What to say to your colleagues

  • I try to include people and share context. If I bring you into a discussion, it is because your view matters, not to overload you.

  • I like us to be clear on who is doing what, by when and to what level. Even a simple outline helps me stay organised and keep things moving.

  • If I raise questions about risk, impact or practicality, it is to keep our work realistic and avoid rework later, not to criticise anyone’s effort.

  • I prefer solutions that work in practice. If the plan starts to feel unrealistic, it helps if we talk early about what we can change, drop, or phase out.

  • If my questions or realism feel heavy at times, please let me know. I am open to adjusting as long as we stay honest about risks, workload and standards.

  • If you see a simpler route to reach the same outcome, I am interested. Sharing it early helps us combine your pace with my focus on people, risk and practicality.

How this helps you play to your preferences

  • You receive clearer briefs, expectations and trade-offs that align with your Inclusive, Innovative, Prudent and Pragmatic style.

  • Your manager and colleagues understand that your questions and suggestions support quality, sustainability and useful change, rather than negativity or lack of ambition.

  • You focus effort on the right work, protect people and outcomes where it matters most and help the team move from ideas into realistic, meaningful results.


Sariio MAPS: Liberating Conversations

Playing to Your Preferences

Sariio MAPS enables you to express how you prefer to work. It helps you put into words how you like to be briefed, how you prefer to collaborate and what supports you in doing your best work.
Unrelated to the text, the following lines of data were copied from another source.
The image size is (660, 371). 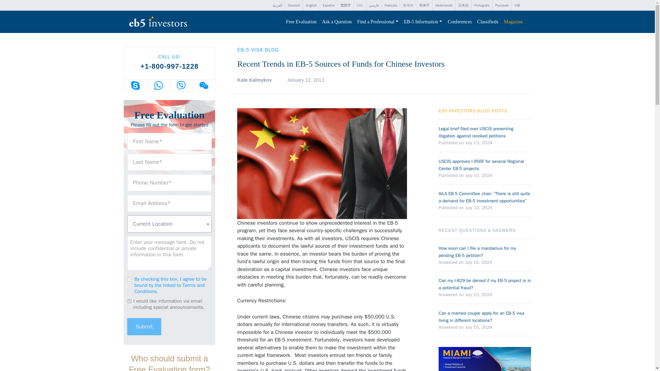 I want to click on Deutsch, so click(x=294, y=5).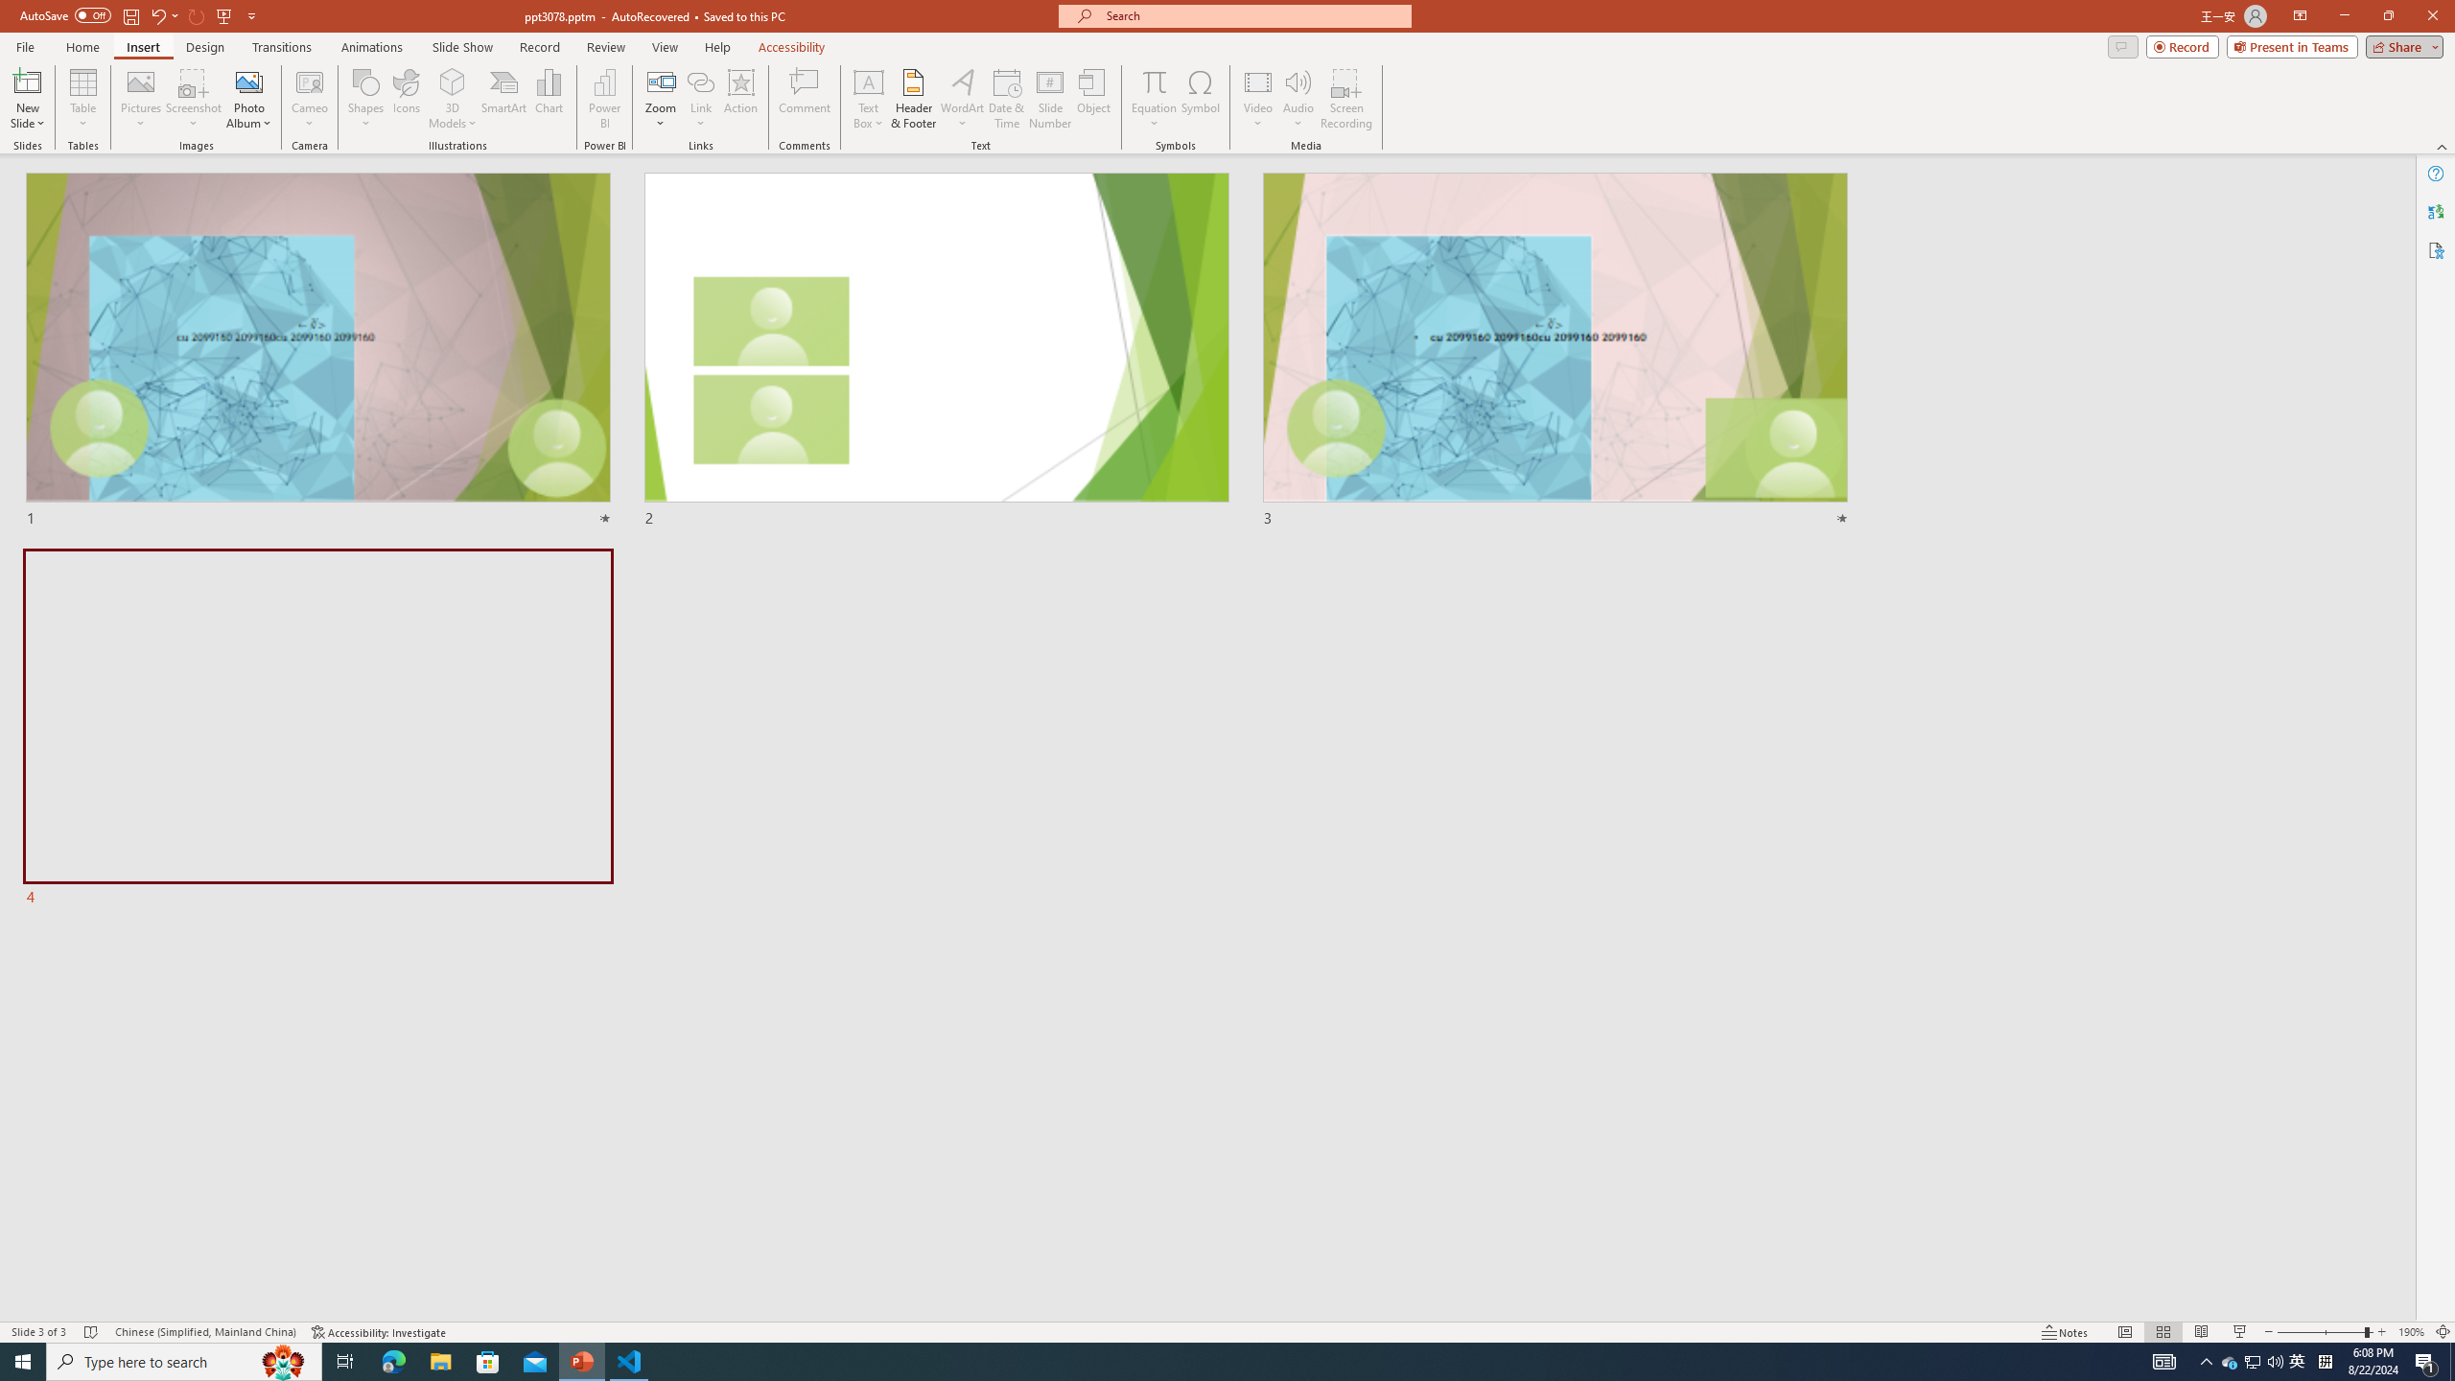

Share this with your manager and colleagues so they understand how to work with you, not against you. That means fewer imposed ways of working based on someone else’s preferences and more space to play to your own, while still meeting the demands of the role.

Used this way, Sariio MAPS becomes a practical tool for direct conversations, a better fit between you and your role and a more sustainable, motivating work experience.